My calluses are gone. The strings gouge deep into my fingers. Has it been that long? I bought new strings when Becky last strung her fiddle, and that couldn’t have been longer ago than… my god. That was in February. It’s been more than half a year since I touched my guitar.
That’s not the longest I’ve gone without playing. There was a four or five year period in my twenties. I got tired of listening to my then-girlfriend make fun of my playing, not that she was completely unjustified in doing so. I wasn’t bad, but I was very earnest. Oh well. I started again within a month of the breakup.
Five years it may not have been, but seven months is long enough. Boy, does this hurt. I get the capo, anxious to cheat a little against the strings. It helps, a little.
What’s gotten into me? How can I have more important things to do than this? I have a back porch in California with a screen door that slams, and every twenty-four hours or so another cool night comes, and I use one in 200 to play guitar? The nineteen-year-old me would be disgusted. He played every night outside in the Buffalo winter, uphill both ways. A regular untalented male version of Ani DiFranco, he was.
Cassiopeia peeks out from behind a cloud.
My voice wavers in the upper registers. My neighbors are asleep. I’m trying to be quiet. If I could sing a bit louder, I could nail that pesky E two octaves above middle C. But I can’t, and this limits my playlist. The Ballad of Pancho and Lefty is about right, and I get most of the way through before I must drum my lacerated fingers on the concrete to numb them. They only let me play so long out of kindness, I suppose.
I have an audience. Thistle’s on the other side of the screen door. Is he listening, or does he just want out so he can play with the raccoons? The moon blazes through the live oak canopy, and I play Across the Great Divide. My voice has warmed up a bit; if I point my face at Cassiopeia I can hit the higher notes just fine. Telluride comes unbidden to the strings, and I play along. Likewise with Rock Salt and Nails. Angel From Montgomery. Just like old times.
Becky murmurs something nice through the screen door. Only a few minutes of playing, and my fingers start to remember what they’re supposed to do, hitting the runs of grace notes from G to C to F, A minor and Bb.
I need to get my priorities straight. I’ve spent a quarter century, more or less, pulling music from this thing: it’s an investment I need to manage. I realize that for the last few minutes I’ve been trying to fingerpick Hard Times Come Again No More, a new song for me. I guess my hands have the right idea. Work on enough new material to keep things interesting.
I launch an encore of Telluride at Cepheus’ wife, then go inside to mine. The guitar goes back into the closet. See you tomorrow night, old friend.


TASK DIRECTIONS => Copy out the listing that follows, exact in every word, and skip the images.

* * * *

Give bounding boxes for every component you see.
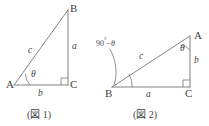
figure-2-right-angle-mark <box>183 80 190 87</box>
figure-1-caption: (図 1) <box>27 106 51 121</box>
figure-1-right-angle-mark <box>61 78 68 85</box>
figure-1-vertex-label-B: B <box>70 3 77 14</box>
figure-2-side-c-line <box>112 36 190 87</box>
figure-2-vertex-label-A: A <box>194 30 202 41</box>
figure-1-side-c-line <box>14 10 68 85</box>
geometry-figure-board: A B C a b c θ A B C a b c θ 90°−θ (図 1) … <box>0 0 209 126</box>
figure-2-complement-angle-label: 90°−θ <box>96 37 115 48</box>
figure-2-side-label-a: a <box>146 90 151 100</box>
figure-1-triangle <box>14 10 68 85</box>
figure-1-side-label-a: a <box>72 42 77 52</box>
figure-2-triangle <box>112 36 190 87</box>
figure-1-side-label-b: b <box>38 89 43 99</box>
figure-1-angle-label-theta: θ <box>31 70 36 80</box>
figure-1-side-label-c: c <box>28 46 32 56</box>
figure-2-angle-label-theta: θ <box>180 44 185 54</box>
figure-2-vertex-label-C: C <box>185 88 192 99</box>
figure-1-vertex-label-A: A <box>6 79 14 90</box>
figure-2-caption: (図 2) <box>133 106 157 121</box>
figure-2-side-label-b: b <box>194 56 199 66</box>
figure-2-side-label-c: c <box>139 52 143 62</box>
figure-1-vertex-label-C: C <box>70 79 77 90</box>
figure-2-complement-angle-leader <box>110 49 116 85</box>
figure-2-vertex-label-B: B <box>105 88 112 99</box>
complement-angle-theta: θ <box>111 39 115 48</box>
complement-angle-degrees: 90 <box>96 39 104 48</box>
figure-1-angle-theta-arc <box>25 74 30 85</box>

* * * *

EXERCISE SOLUTION =>
Give bounding boxes for every component you see.
figure-2-right-angle-mark <box>183 80 190 87</box>
figure-1-caption: (図 1) <box>27 106 51 121</box>
figure-1-right-angle-mark <box>61 78 68 85</box>
figure-1-vertex-label-B: B <box>70 3 77 14</box>
figure-2-side-c-line <box>112 36 190 87</box>
figure-2-vertex-label-A: A <box>194 30 202 41</box>
figure-1-side-c-line <box>14 10 68 85</box>
geometry-figure-board: A B C a b c θ A B C a b c θ 90°−θ (図 1) … <box>0 0 209 126</box>
figure-2-complement-angle-label: 90°−θ <box>96 37 115 48</box>
figure-2-side-label-a: a <box>146 90 151 100</box>
figure-1-triangle <box>14 10 68 85</box>
figure-1-side-label-a: a <box>72 42 77 52</box>
figure-2-triangle <box>112 36 190 87</box>
figure-1-side-label-b: b <box>38 89 43 99</box>
figure-1-angle-label-theta: θ <box>31 70 36 80</box>
figure-1-side-label-c: c <box>28 46 32 56</box>
figure-2-angle-label-theta: θ <box>180 44 185 54</box>
figure-2-vertex-label-C: C <box>185 88 192 99</box>
figure-1-vertex-label-A: A <box>6 79 14 90</box>
figure-2-caption: (図 2) <box>133 106 157 121</box>
figure-2-side-label-b: b <box>194 56 199 66</box>
figure-2-side-label-c: c <box>139 52 143 62</box>
figure-1-vertex-label-C: C <box>70 79 77 90</box>
figure-2-complement-angle-leader <box>110 49 116 85</box>
figure-2-vertex-label-B: B <box>105 88 112 99</box>
complement-angle-theta: θ <box>111 39 115 48</box>
complement-angle-degrees: 90 <box>96 39 104 48</box>
figure-1-angle-theta-arc <box>25 74 30 85</box>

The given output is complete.